Contributing

We <3 contributions; please feel free to check out the code! In general, this is a quick overview of how to contribute to DJOAuth2 using the standard Github pull-request flow. For more information, Github has a nice overview here.

Fork and clone the repository

The first step of contributing is creating your own copy (“fork”) of the main DJOAuth2 repository. Do this through the Github web interface:

_images/step_1_fork.png

Now that you have a copy, copy the “SSH clone URL” from the right-most column:

_images/step_2_clone_repo.png

and run the following commands from a local terminal:

cd ~

# The git@github.com URL is the "SSH clone URL" that you copied.
git clone git@github.com:<YOUR_USER_NAME>/djoauth2.git
cd djoauth2

Install dependencies

We rely on virtualenv for managing dependencies in order to make it as easy as possible to start contributing. Before contributing, run the following commands:

# Install development dependencies inside a new virtualenv
make dev-env

# Activate the virtualenv so that you have access to the dependencies that
# were installed.
. dev-env/bin/activate

Making changes

After setting up your virtualenv, check out a new branch locally:

git checkout -b 'my-feature-branch'

Now make your changes. Don’t forget to update the tests! Please follow our style guide:

  • 2-space indents
  • All indents are spaces, not tabs.
  • Wrap lines at 80 characters.
vim djoauth2/...
vim djoauth2/tests/...

Schema Migrations

If your changes touched the models.py file, you must attempt to generate a South migration in case the schema has changed.

It’s important that for backwards-compatibility reasons you use South version 0.7.6 and Django 1.4.3 to generate migration files. After entering the dev-env virtualenv, run the following commands:

pip install Django==1.4.3
pip install South==0.7.6

Then, generate the migrations with the included script:

./generate_migrations.py

# Now, test to see that they apply without an error.
./generate_migrations.py --test-migrations

Testing

DJOAuth2 is a standalone Django application, which can be hard to test. To obviate a need for installing and re-installing inside of a test project, we provide a script (runtests.py) that sets up a minimal Django environment To use it, enter your shell and run:

# Run all of the tests
./runtests.py
# or
make tests

# Run a group of tests
./runtests.py djoauth2.tests.TestAuthorizationCodeEndpoint

# Run an individual test
./runtests.py djoauth2.tests.TestAuthorizationCodeEndpoint.test_get_requests_succeed

Coverage

While we don’t fetishize 100% coverage, it can be useful to double check that testing actually exercised the code that you added.

To get a coverage report, run make coverage. This will output a brief summary report in the terminal and also generate an interactive HTML version of the report. The interactive version will display the code line-by-line and highlight any code that was not covered by the tests.

# Generate the coverage report
make coverage

# Fire up a webserver to view the interactive HTML version
cd docs/coverage/
python -m SimpleHTTPServer 8080

# Now navigate to localhost:8080 in a browser
_images/coverage.png

Updating Documentation

Made changes that require documentation (hint: probably)? Rebuild the docs:

make docs

And view them in your browser locally:

cd docs/_build/html
python -m SimpleHTTPServer 8080

Now navigate to localhost:8080 in a browser

By the way, if you have any questions, concerns, or complaints about the current documentation, please let us know and/or submit a pull request! We’re committed to making the docs as easy to use as possible, so if something is not working we’d love to hear it.

Committing

Once your changes are finished (including tests and documentation) it’s time to commit them:

git commit -a -m "Add my new feature."

Submitting a pull request

Once your changes are locally committed and tested, it’s time to submit a pull request to get your changes reviewed and merged upstream. Again, Github has a nice overview here.

  • Push your changes to your github repository:
git push origin my-feature-branch
_images/step_3_push_upstream.png
  • In Github, switch to my-feature-branch
_images/step_4_choose_branch.png
  • Click on the large green “compare & pull request” button:
_images/step_5_compare_pull_request.png
  • Write up a nice explanation of your changes and fire it off!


• [WHAT THE TASK REQUIRES] Locate the string "gridline" in the records below. Copy every line where it occurs.

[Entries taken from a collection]
━━━━━━━━━━━━━━━━━━━━━━━━━━━━━━

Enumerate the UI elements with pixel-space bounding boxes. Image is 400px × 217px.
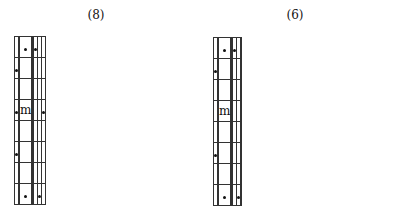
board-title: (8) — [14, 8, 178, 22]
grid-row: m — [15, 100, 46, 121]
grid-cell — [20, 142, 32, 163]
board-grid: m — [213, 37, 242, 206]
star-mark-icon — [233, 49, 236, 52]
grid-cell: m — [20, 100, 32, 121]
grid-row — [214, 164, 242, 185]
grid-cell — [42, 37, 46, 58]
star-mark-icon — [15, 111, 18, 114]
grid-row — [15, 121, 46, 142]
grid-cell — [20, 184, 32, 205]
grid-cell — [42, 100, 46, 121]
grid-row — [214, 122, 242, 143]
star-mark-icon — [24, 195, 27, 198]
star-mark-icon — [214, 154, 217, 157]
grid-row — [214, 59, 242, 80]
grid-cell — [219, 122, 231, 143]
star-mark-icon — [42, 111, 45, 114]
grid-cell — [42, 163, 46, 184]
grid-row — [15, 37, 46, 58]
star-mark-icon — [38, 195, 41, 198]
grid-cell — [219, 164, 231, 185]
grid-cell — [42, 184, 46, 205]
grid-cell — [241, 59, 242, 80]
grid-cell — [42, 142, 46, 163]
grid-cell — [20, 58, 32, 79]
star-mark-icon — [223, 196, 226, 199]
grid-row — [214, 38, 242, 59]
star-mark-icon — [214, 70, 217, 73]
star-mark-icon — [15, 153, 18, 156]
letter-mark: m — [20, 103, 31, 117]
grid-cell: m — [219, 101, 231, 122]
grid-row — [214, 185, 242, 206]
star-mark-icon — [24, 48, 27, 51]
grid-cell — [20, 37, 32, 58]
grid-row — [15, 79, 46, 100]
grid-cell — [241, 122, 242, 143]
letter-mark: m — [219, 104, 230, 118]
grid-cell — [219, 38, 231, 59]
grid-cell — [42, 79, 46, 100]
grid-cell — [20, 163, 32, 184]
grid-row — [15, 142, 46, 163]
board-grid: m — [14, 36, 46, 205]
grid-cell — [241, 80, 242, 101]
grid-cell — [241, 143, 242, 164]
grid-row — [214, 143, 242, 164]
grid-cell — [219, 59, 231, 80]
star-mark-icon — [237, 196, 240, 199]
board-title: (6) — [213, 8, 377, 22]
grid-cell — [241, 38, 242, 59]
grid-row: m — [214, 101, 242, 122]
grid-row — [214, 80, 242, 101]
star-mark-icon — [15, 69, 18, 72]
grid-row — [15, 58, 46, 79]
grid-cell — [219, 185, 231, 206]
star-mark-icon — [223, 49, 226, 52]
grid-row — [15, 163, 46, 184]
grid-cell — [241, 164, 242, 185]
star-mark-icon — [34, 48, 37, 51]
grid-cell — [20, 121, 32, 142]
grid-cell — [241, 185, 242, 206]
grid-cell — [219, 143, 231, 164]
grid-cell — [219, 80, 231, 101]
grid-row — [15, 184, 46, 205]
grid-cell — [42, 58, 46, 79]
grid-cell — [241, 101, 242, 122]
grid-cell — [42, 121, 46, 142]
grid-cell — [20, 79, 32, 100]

━━━━━━━━━━━━━━━━━━━━━━━━━━━━━━

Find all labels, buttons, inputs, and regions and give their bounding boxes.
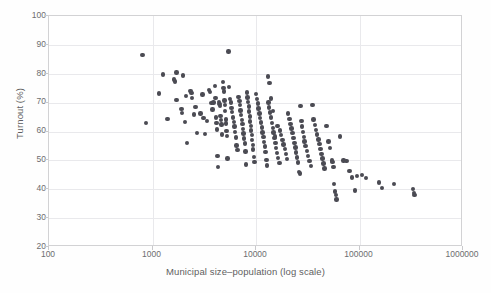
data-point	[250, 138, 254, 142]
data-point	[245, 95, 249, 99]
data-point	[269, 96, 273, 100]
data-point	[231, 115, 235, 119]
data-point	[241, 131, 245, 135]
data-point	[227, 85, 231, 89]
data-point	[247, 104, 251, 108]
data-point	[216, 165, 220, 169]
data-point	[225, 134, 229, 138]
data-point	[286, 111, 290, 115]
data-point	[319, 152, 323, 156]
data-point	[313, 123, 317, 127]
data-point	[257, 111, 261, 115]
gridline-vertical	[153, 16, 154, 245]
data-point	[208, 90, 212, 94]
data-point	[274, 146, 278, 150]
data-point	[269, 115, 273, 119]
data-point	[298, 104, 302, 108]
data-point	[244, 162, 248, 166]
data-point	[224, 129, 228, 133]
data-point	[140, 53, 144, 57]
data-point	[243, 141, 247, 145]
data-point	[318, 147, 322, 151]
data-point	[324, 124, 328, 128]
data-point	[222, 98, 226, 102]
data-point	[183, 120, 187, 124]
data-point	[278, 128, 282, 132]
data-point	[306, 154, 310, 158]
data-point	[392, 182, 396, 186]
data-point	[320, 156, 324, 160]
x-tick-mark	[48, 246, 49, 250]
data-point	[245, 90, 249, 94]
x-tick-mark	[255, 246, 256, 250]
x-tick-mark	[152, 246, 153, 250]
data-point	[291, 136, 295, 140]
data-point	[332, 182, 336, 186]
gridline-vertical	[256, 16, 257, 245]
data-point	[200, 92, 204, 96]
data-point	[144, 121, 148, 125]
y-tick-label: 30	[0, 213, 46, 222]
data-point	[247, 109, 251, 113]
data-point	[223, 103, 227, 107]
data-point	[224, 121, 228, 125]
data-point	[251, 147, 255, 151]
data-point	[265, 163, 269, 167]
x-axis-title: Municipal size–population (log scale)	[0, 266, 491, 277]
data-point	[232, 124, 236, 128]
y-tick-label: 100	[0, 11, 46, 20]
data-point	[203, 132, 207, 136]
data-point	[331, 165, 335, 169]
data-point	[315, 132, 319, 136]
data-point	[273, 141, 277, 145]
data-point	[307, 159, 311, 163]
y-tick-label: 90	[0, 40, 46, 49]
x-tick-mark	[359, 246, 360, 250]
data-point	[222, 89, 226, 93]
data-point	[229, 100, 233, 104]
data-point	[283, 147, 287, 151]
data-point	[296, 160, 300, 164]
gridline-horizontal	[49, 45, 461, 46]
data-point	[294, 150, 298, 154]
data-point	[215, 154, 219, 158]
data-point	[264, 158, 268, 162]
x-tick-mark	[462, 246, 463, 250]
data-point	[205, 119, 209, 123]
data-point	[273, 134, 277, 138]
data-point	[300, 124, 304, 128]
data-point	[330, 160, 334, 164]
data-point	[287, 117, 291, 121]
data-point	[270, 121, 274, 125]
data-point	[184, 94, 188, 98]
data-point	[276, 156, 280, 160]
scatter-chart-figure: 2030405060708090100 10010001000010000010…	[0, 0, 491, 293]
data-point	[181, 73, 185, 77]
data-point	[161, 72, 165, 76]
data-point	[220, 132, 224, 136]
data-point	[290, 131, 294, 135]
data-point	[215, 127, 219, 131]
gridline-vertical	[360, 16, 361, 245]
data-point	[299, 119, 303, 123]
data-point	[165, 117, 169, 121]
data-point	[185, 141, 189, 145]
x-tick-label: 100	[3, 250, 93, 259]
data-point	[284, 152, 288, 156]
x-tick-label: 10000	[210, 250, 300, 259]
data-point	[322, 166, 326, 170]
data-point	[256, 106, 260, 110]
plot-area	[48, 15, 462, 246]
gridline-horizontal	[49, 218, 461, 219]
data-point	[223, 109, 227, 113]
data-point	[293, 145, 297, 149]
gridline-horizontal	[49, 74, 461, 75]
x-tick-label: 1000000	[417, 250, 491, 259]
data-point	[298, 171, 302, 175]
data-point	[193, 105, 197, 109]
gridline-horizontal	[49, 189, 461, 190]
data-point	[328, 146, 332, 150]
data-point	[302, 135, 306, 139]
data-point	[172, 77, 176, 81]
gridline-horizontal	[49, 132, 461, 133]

━━━━━━━━━━━━━━━━━━━━━━━━━━━━━━

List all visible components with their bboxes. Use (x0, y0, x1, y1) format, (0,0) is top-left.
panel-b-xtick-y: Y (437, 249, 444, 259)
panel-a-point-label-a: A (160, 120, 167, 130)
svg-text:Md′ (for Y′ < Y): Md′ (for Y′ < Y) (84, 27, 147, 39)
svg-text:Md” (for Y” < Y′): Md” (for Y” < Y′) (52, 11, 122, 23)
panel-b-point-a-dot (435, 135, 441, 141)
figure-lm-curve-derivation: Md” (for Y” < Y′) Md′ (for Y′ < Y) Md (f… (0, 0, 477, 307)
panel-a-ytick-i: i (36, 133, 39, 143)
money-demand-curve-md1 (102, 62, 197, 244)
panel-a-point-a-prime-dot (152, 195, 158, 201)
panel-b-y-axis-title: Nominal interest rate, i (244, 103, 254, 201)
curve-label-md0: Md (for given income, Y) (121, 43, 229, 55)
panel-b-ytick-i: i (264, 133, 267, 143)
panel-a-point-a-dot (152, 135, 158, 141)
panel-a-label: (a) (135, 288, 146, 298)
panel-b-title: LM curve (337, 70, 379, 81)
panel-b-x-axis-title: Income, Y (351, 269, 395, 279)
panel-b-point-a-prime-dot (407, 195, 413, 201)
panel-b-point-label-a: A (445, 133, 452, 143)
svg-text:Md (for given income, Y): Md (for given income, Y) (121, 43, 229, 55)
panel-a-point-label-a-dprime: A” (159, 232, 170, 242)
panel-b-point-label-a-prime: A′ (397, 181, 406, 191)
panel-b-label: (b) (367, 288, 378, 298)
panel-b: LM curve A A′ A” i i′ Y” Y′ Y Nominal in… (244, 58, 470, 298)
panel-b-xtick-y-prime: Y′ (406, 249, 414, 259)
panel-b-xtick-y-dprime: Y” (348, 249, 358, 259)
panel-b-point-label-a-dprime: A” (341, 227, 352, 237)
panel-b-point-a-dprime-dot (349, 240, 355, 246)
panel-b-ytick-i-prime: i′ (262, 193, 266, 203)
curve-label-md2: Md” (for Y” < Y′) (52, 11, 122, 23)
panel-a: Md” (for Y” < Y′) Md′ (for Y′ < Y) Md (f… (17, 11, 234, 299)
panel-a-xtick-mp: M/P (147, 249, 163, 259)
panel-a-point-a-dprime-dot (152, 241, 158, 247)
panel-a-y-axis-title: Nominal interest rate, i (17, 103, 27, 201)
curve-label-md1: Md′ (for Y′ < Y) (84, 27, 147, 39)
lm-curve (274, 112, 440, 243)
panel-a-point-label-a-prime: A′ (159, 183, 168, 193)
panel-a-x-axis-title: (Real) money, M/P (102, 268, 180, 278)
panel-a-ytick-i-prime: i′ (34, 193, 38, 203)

━━━━━━━━━━━━━━━━━━━━━━━━━━━━━━

• [YOUR SOLUTION]
gridline-vertical	[153, 16, 154, 245]
gridline-vertical	[256, 16, 257, 245]
gridline-horizontal	[49, 45, 461, 46]
gridline-vertical	[360, 16, 361, 245]
gridline-horizontal	[49, 218, 461, 219]
gridline-horizontal	[49, 74, 461, 75]
gridline-horizontal	[49, 189, 461, 190]
gridline-horizontal	[49, 132, 461, 133]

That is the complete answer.